Fox was, however, quite upset. His partner and friend had lied to him about where she'd been, and then casually omitted the story about her 'Uncle Kane.' He couldn't think of too many reasons why she would be doing all this. The one idea that kept coming to mind was that she didn't care for or trust him. He shook his head to clear his thoughts, and picked a target from the room.
Without further ado, Mulder set out across the cargo bay, making a beeline for the Air Force Officer. Dana rolled her eyes, knowing that her partner wanted to go trolling for trouble. She felt that he probably didn't even stop to think first. After all, being a skinny civilian in a dank hold with a small strike force put him at no disadvantage, right?
Dana pushed a wave of her copper hair back behind her ear, and quietly wound her way through the hold toward the back. She wanted to talk to the men in the back, whom she presumed to be the USAMRIID team. Perhaps she would be able to find out what was planned, and still keep an eye on Mulder.
Fox, meanwhile, had picked up a small wooden crate labeled 'USN/SPL/1207-A Drd. Frts.' He walked a short distance before depositing it a few feet in front of the Air Force officer. Fighting his nausea in order to smile broadly, Fox sat down on it. And despite being at eye level, less than four feet away, the officer didn't move.
Mulder leaned forward, his elbows on his knees. "Hi! My name's Agent Mulder. Everybody calls me 'Spooky.' I guess that makes two of us, huh?"
The officer did not move.
"I'm here to see the aliens. When they meet the President, I mean. How about you?" The glint in his eye betrayed some of Mulder's emotions.
The officer was completely quiet.
"Are you one of the corpses he's returning to them?" When Mulder's question wasn't answered, some of the animation drained from his face.
Tentatively, he reached for the man's dark sunglasses. He hesitated a few inches away, but then resumed reaching for them.
The man's hand snapped up, clenching tight about Mulder's wrist. Fox, Dana, and several onlooking soldiers all jumped at this.
"No, Agent Mulder, I'm not dead." He remained expressionless as he spoke.

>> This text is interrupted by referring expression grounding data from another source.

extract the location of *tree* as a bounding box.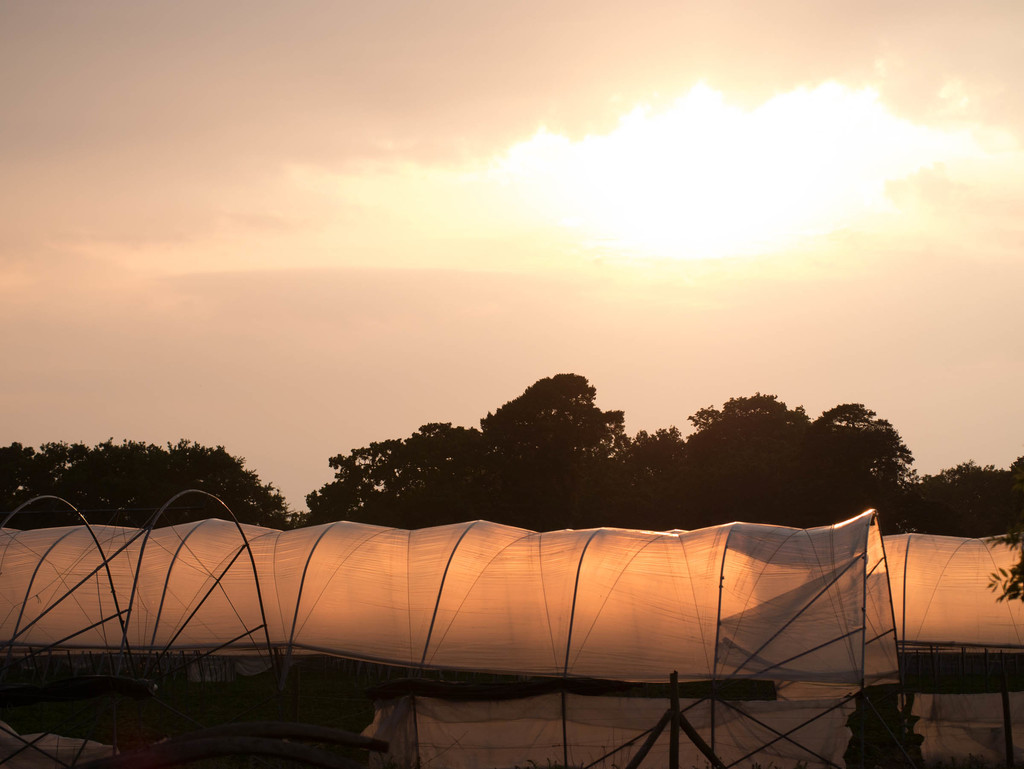
{"x1": 308, "y1": 425, "x2": 438, "y2": 529}.
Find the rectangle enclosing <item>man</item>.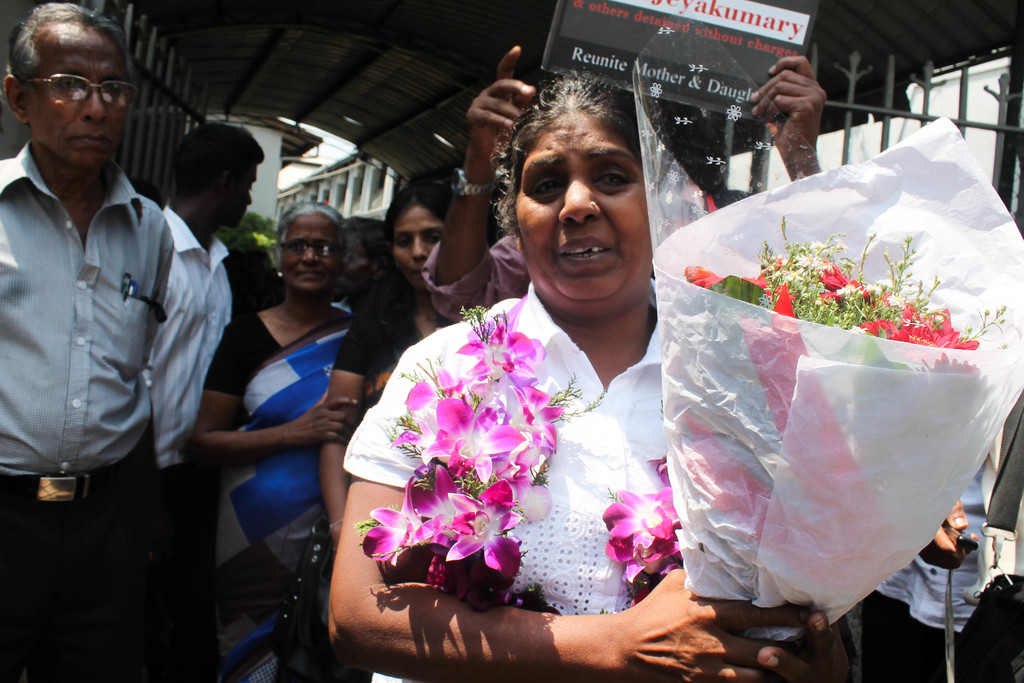
<box>0,0,177,682</box>.
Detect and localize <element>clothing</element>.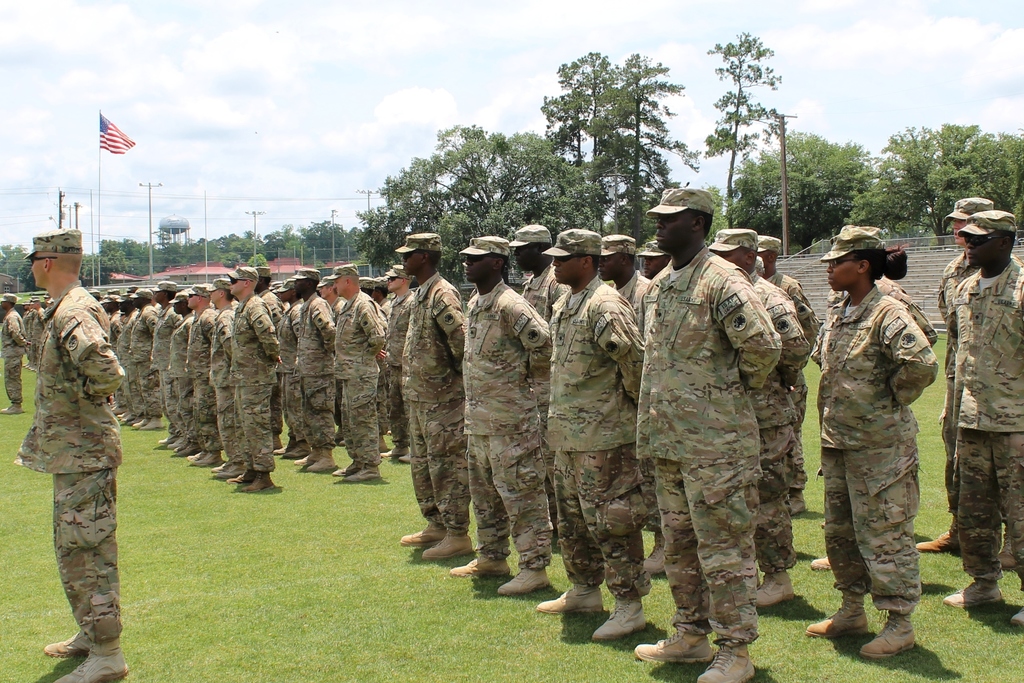
Localized at bbox=[399, 272, 477, 537].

"You could have fooled me." Fox extricated his arm, not without difficulty. "You seem to know me, but I don't know your name." He tried for the most saccharine voice he could, while still sneering.
"I'm glad." Mulder heard a snort behind him.
It suddenly dawned on Mulder that the soldiers lounging about behind him were no longer lounging about behind him. They were surreptitiously watching as he made a fool of himself. And thanks to his own obnoxious sense of humor, he'd made it very difficult to extricate himself from the situation. He blinked, and wondered how you backed away when you were sitting nose to nose with the original Mr. Stoneface.
Thinking quickly, Fox smiled broadly, and announced in a loud voice, "Nice to meet you Sergeant Glad!" Now the spook had to decide whether he wanted to put up with that, or come up with a better name and rank.
"You, Agent Mulder, are in my way." Glad hardly moved as he spoke.
"Gee, I guess that makes me Glad, too." Mulder heard another snort behind him.
Slowly, Glad turned to face Mulder fully. "You and me can play all the games we want. Later."
"Really? The Reticulans play Three-Card Stud." Mulder smiled, enjoying every needle he could stick into the Air Force Officer.
Glad lowered his glasses, exposing surprisingly warm brown eyes. "Once we hit that rig, stud, you'll be praying for aliens."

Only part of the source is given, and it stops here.